How a Gaza Creator’s Kitchen Videos Are Quietly Changing TikTok One Recipe at a Time
Scrolling through TikTok, you might stumble upon a corner of the internet that feels refreshingly real—no flashy trends, no overproduced skits, just Hani Bakri sharing slices of Palestinian life with quiet sincerity. Based in Gaza, she’s built a community not by chasing virality, but by documenting ordinary moments: kneading dough for knafeh in her sunlit kitchen, laughing with her younger sister about burnt rice, or pointing out jasmine vines climbing her family’s courtyard wall. Her videos rarely exceed 30 seconds, yet they carry weight. One shows her carefully arranging za’atar on flatbread while explaining how her grandmother taught her to "taste the earth in every pinch." It’s this intimacy—like peeking into a friend’s diary—that’s drawn over 2 million followers who crave authenticity in a sea of performative content.
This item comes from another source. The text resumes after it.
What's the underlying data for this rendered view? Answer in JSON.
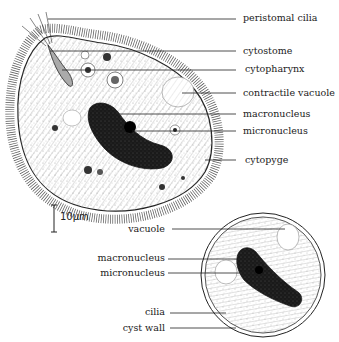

Hani’s style defies TikTok’s usual chaos. She films mostly on her phone’s front camera, often mid-task, with background noise left unedited: a neighbor’s call to prayer, her mom shouting from another room, the hum of a generator during power cuts. There’s no voiceover narration, just her hands at work and subtitles in English and Arabic. In one viral clip, she demonstrates how to make maqluba (Palestine’s iconic upside-down rice dish), but pauses to adjust her hijab when it slips—a tiny, relatable moment that commenters called "more human than most influencers’ entire feeds." She avoids political commentary, focusing instead on cultural preservation: teaching viewers to embroider traditional tatreez patterns or sharing folktales her grandfather told her. It’s subtle resistance through normalcy.
What resonates most is how she turns daily resilience into connection. Followers from Tokyo to Toronto DM her asking for recipes, but also confessing they’d never met a Palestinian before her videos. She replies to hundreds personally, once sending a fan in Brazil a handwritten note with olive oil sourcing tips after they struggled to find authentic ingredients. During last year’s blackout in Gaza, she posted a candlelit clip grinding cardamom for coffee, captioning it, "Darkness can’t kill warmth." Comments flooded in with similar stories—New Yorkers sharing power outage hacks, a Syrian refugee in Germany recalling his mother’s coffee rituals. Hani doesn’t preach unity; she embodies it in granular, actionable ways.
Publicly, little is known beyond what she shares: she’s in her early 20s, studied culinary arts in Ramallah before returning to Gaza, and lives with her parents and three siblings. She rarely shows faces beyond her immediate family, protecting their privacy amid regional tensions. In a rare interview with a Middle Eastern lifestyle blog, she mentioned learning to cook from her grandmother in Khan Younis, where they’d forage wild herbs like za’atar before dawn. "Food is memory," she said simply. "If we forget how to make it, we forget who we are." Her only nod to her platform’s scale? Donating ad revenue to Gaza’s Al-Aqsa Hospital last winter.
Hani’s impact isn’t measured in brand deals (she has none) but in cultural bridges. Teachers use her cooking tutorials in diaspora schools; chefs cite her for reviving interest in Palestinian cuisine. Yet her greatest gift is making the unfamiliar feel like home—whether you’re Palestinian or not. As one follower put it: "She doesn’t just show Gaza. She shows us." In an algorithm-driven world, that kind of quiet humanity feels revolutionary.